When she publicly proposed last year the establishment of a Polish-Lithuanian-Russian-German condominium in Kaliningrad, the members of the editorial board of Die Zeit—including the former chancellor Helmut Schmidt—vehemently protested and, after reporting this reaction herself, she has not repeated her proposal in print.
“We call ourselves Russians, but we are not really Russians,” the Kaliningrad writer Yuri Ivanov told me. Ivanov is the author of several books on Kaliningrad and head of the apparently well-endowed Kaliningrad Cultural Foundation. He and an increasing number of Kaliningrad intellectuals would like to free the city from what they call its “historical unconsciousness.” Ivanov was born in Leningrad in 1929. He survived the German siege and famine there and arrived in Kaliningrad in 1945 as a sixteen-year-old soldier in the Soviet army and never left. “How could we be Russians, living where we do? I have no friends in Russia. We were never Soviets either. The so-called Soviet Man was an illusion. Our roots here are only forty-five years deep. We live in a historic German city. Those who lived here before us are our countrymen.” Still, he adds
, “We are not Germans either. Perhaps we are Balts.”
Nevertheless he felt closer, he said, to Germans than to the highly nationalistic Lithuanians and other Balts. And he did not like Marion Dönhoff’s plan of a Polish-Lithuanian-Russian-German condominium in Kaliningrad. “Who needs the Lithuanians?” he exclaimed. “I fear them much more than I fear the Germans.” He envied the Poles who had rebuilt Danzig in all its past splendor. “It could have been done here too … Kaliningrad ought to be an autonomous republic within the Russian federation. We must get rid of the name. Kalinin was an evil man,” Ivanov said. “As in Leningrad, we must bring back the old name of the city—Königsberg. It’s a historical necessity.”
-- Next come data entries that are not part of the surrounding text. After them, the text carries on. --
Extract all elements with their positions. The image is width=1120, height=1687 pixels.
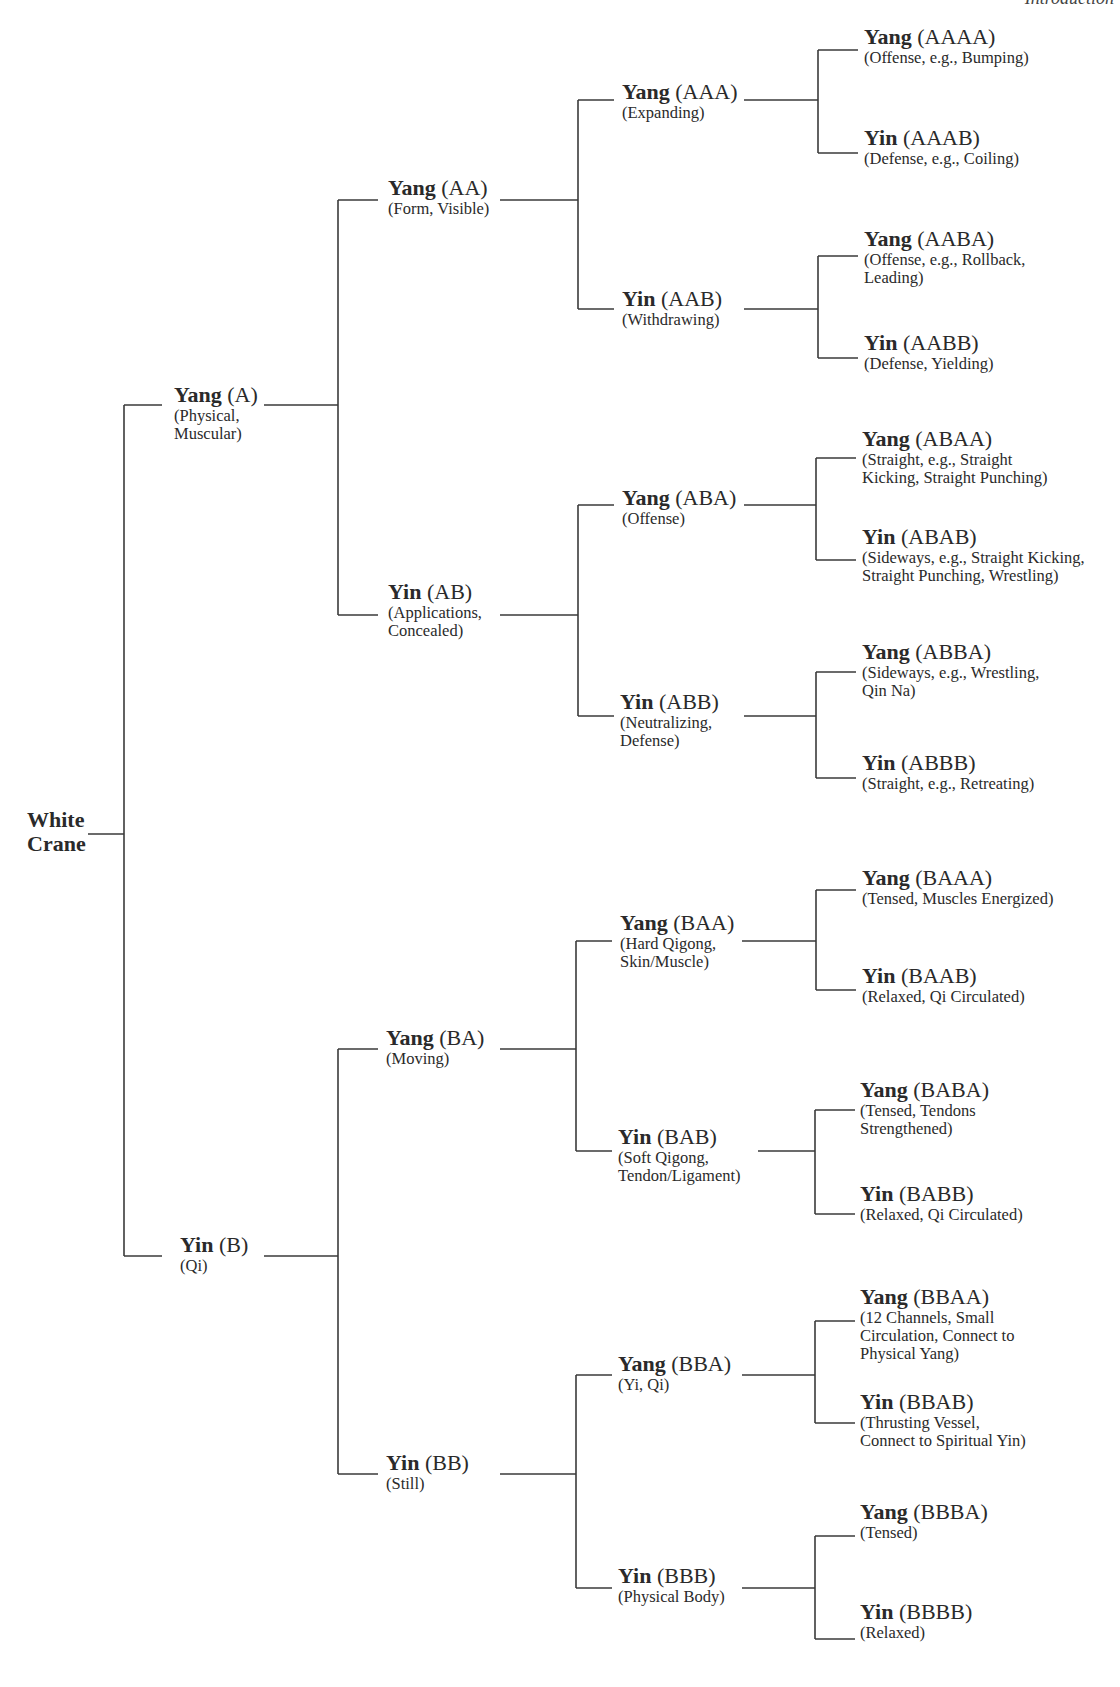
node-code: (BB): [425, 1450, 469, 1475]
tree-node-aba: Yang (ABA)(Offense): [622, 486, 736, 528]
node-title: Yang (BBAA): [860, 1285, 1014, 1309]
node-description: (Tensed, Muscles Energized): [862, 890, 1053, 908]
tree-node-bb: Yin (BB)(Still): [386, 1451, 469, 1493]
node-pole: Yin: [180, 1232, 213, 1257]
node-description: (Straight, e.g., Straight Kicking, Strai…: [862, 451, 1048, 487]
node-description: (Yi, Qi): [618, 1376, 731, 1394]
node-description: (Offense): [622, 510, 736, 528]
node-pole: Yin: [618, 1563, 651, 1588]
tree-node-bbba: Yang (BBBA)(Tensed): [860, 1500, 988, 1542]
root-node-white-crane: White Crane: [27, 808, 86, 856]
node-pole: Yin: [862, 963, 895, 988]
node-code: (BAAB): [901, 963, 977, 988]
tree-node-abaa: Yang (ABAA)(Straight, e.g., Straight Kic…: [862, 427, 1048, 487]
node-code: (A): [227, 382, 258, 407]
node-code: (BA): [439, 1025, 484, 1050]
node-pole: Yin: [860, 1181, 893, 1206]
node-pole: Yin: [864, 330, 897, 355]
node-code: (ABB): [659, 689, 719, 714]
node-title: Yang (AAA): [622, 80, 738, 104]
tree-node-bbbb: Yin (BBBB)(Relaxed): [860, 1600, 972, 1642]
node-pole: Yang: [622, 485, 670, 510]
node-pole: Yang: [860, 1077, 908, 1102]
node-code: (AAA): [675, 79, 737, 104]
tree-node-baab: Yin (BAAB)(Relaxed, Qi Circulated): [862, 964, 1025, 1006]
node-code: (ABA): [675, 485, 736, 510]
node-title: Yin (BAB): [618, 1125, 741, 1149]
node-pole: Yin: [622, 286, 655, 311]
node-title: Yang (AAAA): [864, 25, 1029, 49]
node-pole: Yin: [864, 125, 897, 150]
tree-node-aabb: Yin (AABB)(Defense, Yielding): [864, 331, 994, 373]
node-description: (Sideways, e.g., Straight Kicking, Strai…: [862, 549, 1085, 585]
tree-node-abab: Yin (ABAB)(Sideways, e.g., Straight Kick…: [862, 525, 1085, 585]
node-title: Yin (B): [180, 1233, 248, 1257]
node-pole: Yang: [862, 865, 910, 890]
node-pole: Yin: [862, 750, 895, 775]
tree-node-abba: Yang (ABBA)(Sideways, e.g., Wrestling, Q…: [862, 640, 1039, 700]
node-title: Yang (BBBA): [860, 1500, 988, 1524]
node-title: Yang (BBA): [618, 1352, 731, 1376]
node-description: (Withdrawing): [622, 311, 722, 329]
node-title: Yang (BAAA): [862, 866, 1053, 890]
node-pole: Yang: [388, 175, 436, 200]
node-pole: Yang: [618, 1351, 666, 1376]
tree-node-aaaa: Yang (AAAA)(Offense, e.g., Bumping): [864, 25, 1029, 67]
node-code: (AABB): [903, 330, 979, 355]
node-description: (Physical, Muscular): [174, 407, 258, 443]
node-code: (B): [219, 1232, 248, 1257]
node-description: (Soft Qigong, Tendon/Ligament): [618, 1149, 741, 1185]
node-description: (Expanding): [622, 104, 738, 122]
node-title: Yin (AABB): [864, 331, 994, 355]
node-title: Yin (BB): [386, 1451, 469, 1475]
node-description: (Offense, e.g., Rollback, Leading): [864, 251, 1025, 287]
node-description: (Straight, e.g., Retreating): [862, 775, 1034, 793]
node-pole: Yin: [620, 689, 653, 714]
node-code: (BBBA): [913, 1499, 988, 1524]
node-title: Yang (BA): [386, 1026, 484, 1050]
tree-node-aa: Yang (AA)(Form, Visible): [388, 176, 489, 218]
node-code: (AB): [427, 579, 472, 604]
node-pole: Yin: [388, 579, 421, 604]
node-code: (ABAA): [915, 426, 992, 451]
node-pole: Yang: [862, 426, 910, 451]
node-description: (Form, Visible): [388, 200, 489, 218]
node-pole: Yang: [862, 639, 910, 664]
node-pole: Yin: [618, 1124, 651, 1149]
node-title: Yang (ABA): [622, 486, 736, 510]
node-pole: Yang: [386, 1025, 434, 1050]
tree-node-aab: Yin (AAB)(Withdrawing): [622, 287, 722, 329]
tree-node-bab: Yin (BAB)(Soft Qigong, Tendon/Ligament): [618, 1125, 741, 1185]
tree-node-babb: Yin (BABB)(Relaxed, Qi Circulated): [860, 1182, 1023, 1224]
node-title: Yin (ABBB): [862, 751, 1034, 775]
node-pole: Yang: [864, 24, 912, 49]
tree-node-abb: Yin (ABB)(Neutralizing, Defense): [620, 690, 719, 750]
node-pole: Yin: [386, 1450, 419, 1475]
node-pole: Yang: [864, 226, 912, 251]
node-title: Yang (ABAA): [862, 427, 1048, 451]
node-description: (Sideways, e.g., Wrestling, Qin Na): [862, 664, 1039, 700]
tree-node-bba: Yang (BBA)(Yi, Qi): [618, 1352, 731, 1394]
node-code: (ABAB): [901, 524, 977, 549]
node-code: (ABBB): [901, 750, 976, 775]
tree-node-bbab: Yin (BBAB)(Thrusting Vessel, Connect to …: [860, 1390, 1026, 1450]
node-title: Yang (AABA): [864, 227, 1025, 251]
tree-node-baba: Yang (BABA)(Tensed, Tendons Strengthened…: [860, 1078, 989, 1138]
tree-node-bbb: Yin (BBB)(Physical Body): [618, 1564, 725, 1606]
node-description: (Moving): [386, 1050, 484, 1068]
node-description: (Tensed): [860, 1524, 988, 1542]
tree-node-aaab: Yin (AAAB)(Defense, e.g., Coiling): [864, 126, 1019, 168]
node-code: (ABBA): [915, 639, 991, 664]
node-code: (AAAA): [917, 24, 995, 49]
node-code: (BBAB): [899, 1389, 974, 1414]
node-title: Yin (BAAB): [862, 964, 1025, 988]
node-description: (Tensed, Tendons Strengthened): [860, 1102, 989, 1138]
node-title: Yin (AB): [388, 580, 482, 604]
node-description: (Thrusting Vessel, Connect to Spiritual …: [860, 1414, 1026, 1450]
node-description: (Relaxed): [860, 1624, 972, 1642]
node-title: Yin (AAB): [622, 287, 722, 311]
node-pole: Yin: [862, 524, 895, 549]
node-description: (Hard Qigong, Skin/Muscle): [620, 935, 734, 971]
node-description: (Defense, Yielding): [864, 355, 994, 373]
tree-node-aaa: Yang (AAA)(Expanding): [622, 80, 738, 122]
In the countryside, German missionaries wander from town to town with mobile altars and electric organs and gift parcels from Germany. One Sunday morning, as I was passing through Chernyakhovsk (the former Insterburg), a small town near the Lithuanian border, I happened upon a German Apostolic Church revivalist meeting. Outside the old German Rathhaus some three hundred people were holding a prayer meeting. Many were young Russian soldiers in uniform. Electronic music wafted over a sea of bare heads. Banners and slogans hung between the dilapidated old buildings. The service was conducted in German from the back of a truck specially converted to serve as an altar and hold an electric organ. The minister paused frequently to allow for a Russian translation. Later, people lined up to receive small parcels filled with German biscuits or little plastic toys.